Publication | Open Access
Phase I trial of stereotactic MR-guided online adaptive radiation therapy (SMART) for the treatment of oligometastatic or unresectable primary malignancies of the abdomen
412
Citations
30
References
2017
Year
SBRT treats oligometastatic or unresectable primary abdominal malignancies, but ablative dose delivery is limited by proximity of organs‑at‑risk. This prospective Phase I trial evaluated the feasibility and potential advantages of stereotactic MR‑guided online‑adaptive radiotherapy (SMART) to improve SBRT’s therapeutic ratio for abdominal malignancies. Twenty patients with liver or non‑liver abdominal malignancies received SMART with initial 50 Gy/5 fractions (BED 100 Gy) plans targeting 95 % PTV coverage, and daily real‑time adaptive plans were generated as needed based on MR imaging to preserve OAR constraints or boost PTV dose. Adaptive plans were created for 81 of 97 fractions, increased PTV coverage in 64 fractions, and no Grade ≥ 3 acute toxicities were observed, indicating that SMART is clinically deliverable, safe, and improves dose coverage and OAR sparing.

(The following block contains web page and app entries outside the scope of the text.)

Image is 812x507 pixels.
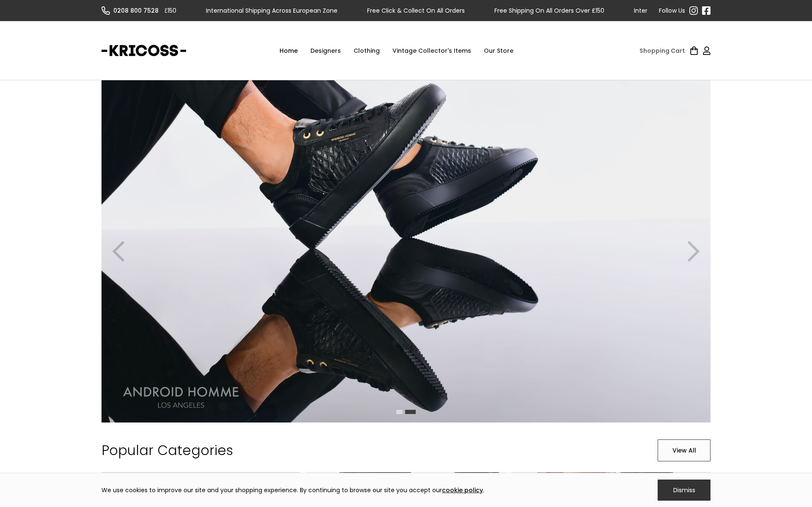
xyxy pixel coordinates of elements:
[273,38,304,63] a: Home
[676,81,710,422] div: next slide
[477,38,520,63] a: Our Store
[494,6,604,15] div: Free Shipping On All Orders Over £150
[113,6,158,15] div: 0208 800 7528
[634,6,765,15] div: International Shipping Across European Zone
[102,6,165,15] a: 0208 800 7528
[347,38,386,63] div: Clothing
[658,439,710,461] a: View All
[102,81,135,422] div: previous slide
[659,6,685,15] div: Follow Us
[102,81,710,422] div: carousel
[442,485,483,494] a: cookie policy
[102,443,233,458] h2: Popular Categories
[396,409,403,414] div: Show slide 1 of 2
[367,6,465,15] div: Free Click & Collect On All Orders
[102,485,484,494] div: We use cookies to improve our site and your shopping experience. By continuing to browse our site...
[658,480,710,501] div: Dismiss
[405,409,416,414] div: Show slide 2 of 2
[102,40,186,61] a: home
[304,38,347,63] div: Designers
[102,81,710,422] div: 2 of 2
[640,46,685,55] div: Shopping Cart
[206,6,337,15] div: International Shipping Across European Zone
[386,38,477,63] a: Vintage Collector's Items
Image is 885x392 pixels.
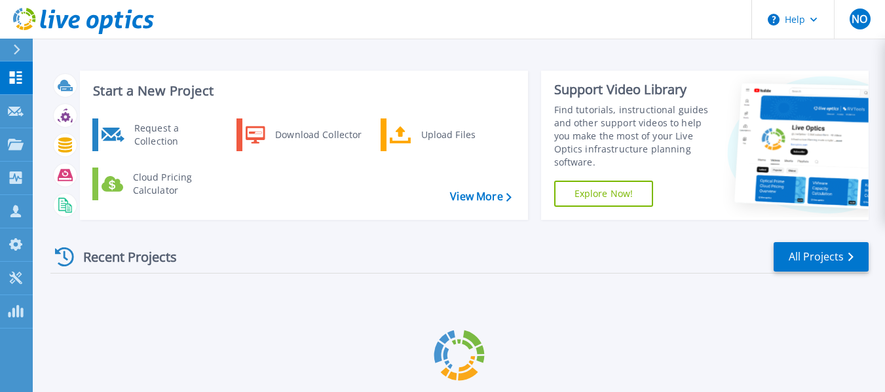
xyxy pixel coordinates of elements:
div: Cloud Pricing Calculator [126,171,223,197]
div: Recent Projects [50,241,195,273]
a: Cloud Pricing Calculator [92,168,227,200]
a: Upload Files [381,119,515,151]
a: Explore Now! [554,181,654,207]
div: Upload Files [415,122,512,148]
div: Download Collector [269,122,368,148]
div: Support Video Library [554,81,717,98]
a: All Projects [774,242,869,272]
a: View More [450,191,511,203]
a: Request a Collection [92,119,227,151]
h3: Start a New Project [93,84,511,98]
div: Request a Collection [128,122,223,148]
div: Find tutorials, instructional guides and other support videos to help you make the most of your L... [554,104,717,169]
a: Download Collector [237,119,371,151]
span: NO [852,14,867,24]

Purpose/objectivesSBRT is used to treat oligometastatic or unresectable primary abdominal malignancies, although ablative dose delivery is limited by proximity of organs-at-risk (OAR). Stereotactic, magnetic resonance (MR)-guided online-adaptive radiotherapy (SMART) may improve SBRT's therapeutic ratio. This prospective Phase I trial assessed feasibility and potential advantages of SMART to treat abdominal malignancies.Materials/methodsTwenty patients with oligometastatic or unresectable primary liver (n = 10) and non-liver (n = 10) abdominal malignancies underwent SMART. Initial plans prescribed 50 Gy/5 fractions (BED 100 Gy) with goal 95% PTV coverage by 95% of prescription, subject to hard OAR constraints. Daily real-time online-adaptive plans were created as needed, based on daily setup MR-image-set tumor/OAR "anatomy-of-the-day" to preserve hard OAR constraints, escalate PTV dose, or both. Treatment times, patient outcomes, and dosimetric comparisons between initial and adaptive plans were prospectively recorded.ResultsOnline adaptive plans were created at time of treatment for 81/97 fractions, due to initial plan violation of OAR constraints (61/97) or observed opportunity for PTV dose escalation (20/97). Plan adaptation increased PTV coverage in 64/97 fractions. Zero Grade ≥ 3 acute (<6 months) treatment-related toxicities were observed.DiscussionSMART is clinically deliverable and safe, allowing PTV dose escalation and/or simultaneous OAR sparing compared to non-adaptive abdominal SBRT.